(CBS) Bob Schieffer, interim anchor of The CBS Evening
News, is broadcast journalism's most experienced Washington reporter. He also
serves as anchor and moderator of Face The Nation, CBS News - Sunday public
affairs broadcast.
Schieffer has covered Washington for CBS News for more than 30 years and is
one of the few broadcast or print journalists to have covered all four major
beats in the nation's capital -- the White House, the Pentagon, the State
Department and Capitol Hill. He has been chief Washington correspondent since
1982 and congressional correspondent since 1989 and has covered every
presidential campaign and been a floor reporter at all of the Democratic and
Republican National Conventions since 1972. He began anchoring Face The Nation
in May 1991.
Schieffer is a member of the Broadcasting/Cable Hall of Fame and is the
recipient of the 2003 Paul White Award, presented by the Radio-Television News
Directors Association. The award recognizes an individual's lifetime
contribution to electronic journalism. Past CBS recipients include Edward R.
Murrow ('64), Morley Safer ('66), Walter Cronkite ('70, '81), Don Hewitt ('87),
Mike Wallace ('91), Charles Kuralt ('94), Dan Rather ('97) and Ed Bradley
(2000).
He has won many other broadcast journalism awards, including six Emmy Awards
and two Sigma Delta Chi Awards. Schieffer is the 2004 recipient of the
International Radio and Television Society Foundation Award and the American
News Women's Club Helen Thomas Award for Excellence in Journalism. In 2002, he
was chosen as Broadcaster of the Year by the National Press Foundation. He has
been a principal anchor for CBS News since 1973, when he was named anchor of
the CBS Sunday Night News.
In August 1996, Schieffer stepped down as anchor of the Saturday edition of
the CBS Evening News, a post he held for 20 years. He and his colleague, Dan
Rather, stand as the only two 20-year anchors of a regularly scheduled network
news broadcast.
Schieffer joined CBS News in 1969 and, after a brief stint as a general
assignment reporter, was named Pentagon correspondent, a post he held for four
years.
Before joining CBS News, he was a reporter at the Fort Worth Star-Telegram
and, in 1965, became the first reporter from a Texas newspaper to report from
Vietnam. Schieffer later became news anchor at WBAP-TV Dallas/Fort Worth, a
post that eventually led to his joining CBS News.
He is the author of "Face The Nation: My Favorite Stories from the First 50
Years of the Award-winning News Broadcast," as well as the 2003 The New York
Times bestseller, "This Just In: What I Couldn't Tell You On TV" and "Acting
President," published in 1989.
Schieffer was born in Austin, Texas. He and his wife reside in Washington,
D.C. They have two daughters and twin granddaughters.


◆ Exercise details
Across the entries below, work out how many lines contain "decrease". Respond with the number and no other text.

◆ Recorded information
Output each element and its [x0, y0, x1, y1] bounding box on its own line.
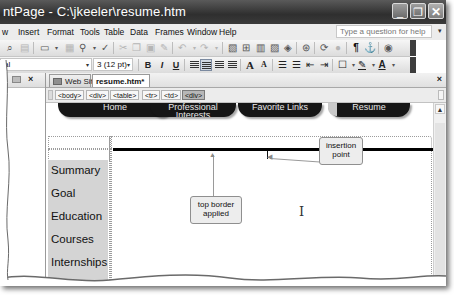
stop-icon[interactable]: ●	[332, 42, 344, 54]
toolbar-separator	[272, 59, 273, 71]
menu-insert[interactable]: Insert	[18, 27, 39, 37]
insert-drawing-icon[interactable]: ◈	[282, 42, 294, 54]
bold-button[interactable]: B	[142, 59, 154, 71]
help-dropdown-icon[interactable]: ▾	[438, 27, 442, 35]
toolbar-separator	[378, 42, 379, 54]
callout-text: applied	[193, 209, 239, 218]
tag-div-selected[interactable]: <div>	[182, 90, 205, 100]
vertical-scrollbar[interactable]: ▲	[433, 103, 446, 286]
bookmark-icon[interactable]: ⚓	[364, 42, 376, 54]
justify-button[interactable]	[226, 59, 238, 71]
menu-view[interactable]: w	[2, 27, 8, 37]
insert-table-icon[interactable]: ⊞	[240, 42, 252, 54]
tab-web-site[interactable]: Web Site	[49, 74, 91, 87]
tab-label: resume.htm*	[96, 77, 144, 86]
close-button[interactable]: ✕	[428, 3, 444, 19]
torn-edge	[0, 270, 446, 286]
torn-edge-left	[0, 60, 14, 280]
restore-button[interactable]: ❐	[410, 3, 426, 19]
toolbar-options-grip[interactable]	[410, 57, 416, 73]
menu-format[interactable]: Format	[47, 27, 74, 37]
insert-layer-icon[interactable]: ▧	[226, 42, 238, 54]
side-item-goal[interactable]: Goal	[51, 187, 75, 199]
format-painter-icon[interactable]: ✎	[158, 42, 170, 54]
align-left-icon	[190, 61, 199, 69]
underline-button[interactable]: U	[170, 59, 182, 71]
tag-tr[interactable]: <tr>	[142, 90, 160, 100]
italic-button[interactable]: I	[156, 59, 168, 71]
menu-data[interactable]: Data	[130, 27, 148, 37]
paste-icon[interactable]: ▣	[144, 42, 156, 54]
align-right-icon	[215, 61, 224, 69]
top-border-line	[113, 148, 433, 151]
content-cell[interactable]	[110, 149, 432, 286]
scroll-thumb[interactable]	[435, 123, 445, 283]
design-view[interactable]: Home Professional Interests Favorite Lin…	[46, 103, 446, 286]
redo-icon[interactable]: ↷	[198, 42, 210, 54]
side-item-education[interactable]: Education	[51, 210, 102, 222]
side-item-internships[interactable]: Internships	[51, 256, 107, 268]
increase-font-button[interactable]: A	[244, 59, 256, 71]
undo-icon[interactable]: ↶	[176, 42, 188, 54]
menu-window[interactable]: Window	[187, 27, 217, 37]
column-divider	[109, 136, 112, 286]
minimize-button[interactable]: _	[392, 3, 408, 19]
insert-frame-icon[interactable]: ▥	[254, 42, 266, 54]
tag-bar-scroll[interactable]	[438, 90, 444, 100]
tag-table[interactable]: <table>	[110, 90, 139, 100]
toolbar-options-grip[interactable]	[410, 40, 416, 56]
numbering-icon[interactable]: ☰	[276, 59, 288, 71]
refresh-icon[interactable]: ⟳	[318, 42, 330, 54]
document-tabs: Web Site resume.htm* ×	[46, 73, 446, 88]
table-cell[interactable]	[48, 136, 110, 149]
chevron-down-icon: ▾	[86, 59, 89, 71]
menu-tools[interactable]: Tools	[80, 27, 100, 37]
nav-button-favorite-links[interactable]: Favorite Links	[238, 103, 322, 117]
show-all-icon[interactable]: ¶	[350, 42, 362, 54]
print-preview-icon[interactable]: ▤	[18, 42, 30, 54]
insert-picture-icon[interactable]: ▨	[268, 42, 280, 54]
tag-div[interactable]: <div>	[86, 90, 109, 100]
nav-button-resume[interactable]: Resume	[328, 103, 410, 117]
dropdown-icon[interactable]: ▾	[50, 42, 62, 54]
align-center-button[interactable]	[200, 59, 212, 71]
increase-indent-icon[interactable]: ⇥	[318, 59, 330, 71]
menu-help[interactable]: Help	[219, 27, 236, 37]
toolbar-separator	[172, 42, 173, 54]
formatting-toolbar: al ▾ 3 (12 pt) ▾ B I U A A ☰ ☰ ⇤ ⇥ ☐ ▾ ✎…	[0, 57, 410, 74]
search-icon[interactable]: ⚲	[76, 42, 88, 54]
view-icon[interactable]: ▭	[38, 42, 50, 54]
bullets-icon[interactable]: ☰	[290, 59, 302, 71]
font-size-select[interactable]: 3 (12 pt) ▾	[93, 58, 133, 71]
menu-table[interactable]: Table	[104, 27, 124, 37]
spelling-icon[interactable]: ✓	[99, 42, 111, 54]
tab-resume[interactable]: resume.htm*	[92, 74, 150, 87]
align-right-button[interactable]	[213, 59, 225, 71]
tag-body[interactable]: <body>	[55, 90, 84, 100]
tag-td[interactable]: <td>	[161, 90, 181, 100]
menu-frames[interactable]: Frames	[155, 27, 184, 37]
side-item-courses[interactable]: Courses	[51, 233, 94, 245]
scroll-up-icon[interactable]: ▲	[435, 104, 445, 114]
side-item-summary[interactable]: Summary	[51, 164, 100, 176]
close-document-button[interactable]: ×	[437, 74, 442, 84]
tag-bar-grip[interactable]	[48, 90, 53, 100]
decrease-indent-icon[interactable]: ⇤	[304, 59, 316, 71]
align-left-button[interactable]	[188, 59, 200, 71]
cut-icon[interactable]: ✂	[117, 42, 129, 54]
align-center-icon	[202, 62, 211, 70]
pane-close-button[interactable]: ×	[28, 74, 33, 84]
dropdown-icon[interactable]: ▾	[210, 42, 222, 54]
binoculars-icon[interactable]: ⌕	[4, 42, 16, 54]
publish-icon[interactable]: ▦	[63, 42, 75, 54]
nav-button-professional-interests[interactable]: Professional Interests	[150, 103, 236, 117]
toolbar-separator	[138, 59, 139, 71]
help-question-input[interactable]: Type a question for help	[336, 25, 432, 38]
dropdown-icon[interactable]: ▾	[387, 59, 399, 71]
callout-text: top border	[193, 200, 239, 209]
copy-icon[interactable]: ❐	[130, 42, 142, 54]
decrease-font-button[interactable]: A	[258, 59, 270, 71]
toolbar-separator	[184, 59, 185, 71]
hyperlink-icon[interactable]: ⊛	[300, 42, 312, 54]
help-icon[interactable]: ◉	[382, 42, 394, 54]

◆ Task answer
2